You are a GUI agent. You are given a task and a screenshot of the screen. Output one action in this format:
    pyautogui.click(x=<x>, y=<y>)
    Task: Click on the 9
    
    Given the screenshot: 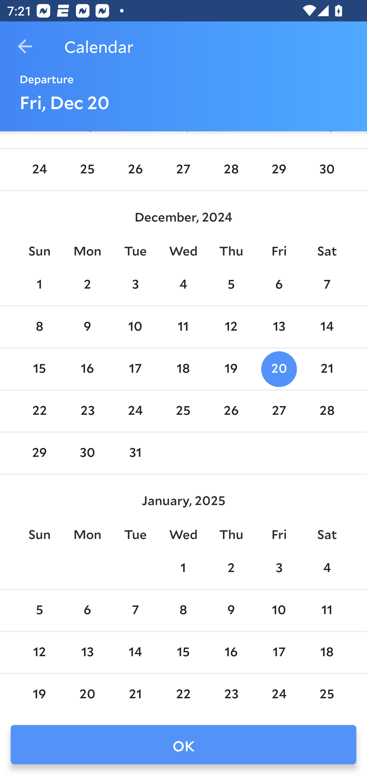 What is the action you would take?
    pyautogui.click(x=88, y=327)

> **Task instructions**: Return each line exactly, beginning at the start of the material above and ending at the line that includes "Task: Click on the 9", with both of those kept.

> **Answer section**:
You are a GUI agent. You are given a task and a screenshot of the screen. Output one action in this format:
    pyautogui.click(x=<x>, y=<y>)
    Task: Click on the 9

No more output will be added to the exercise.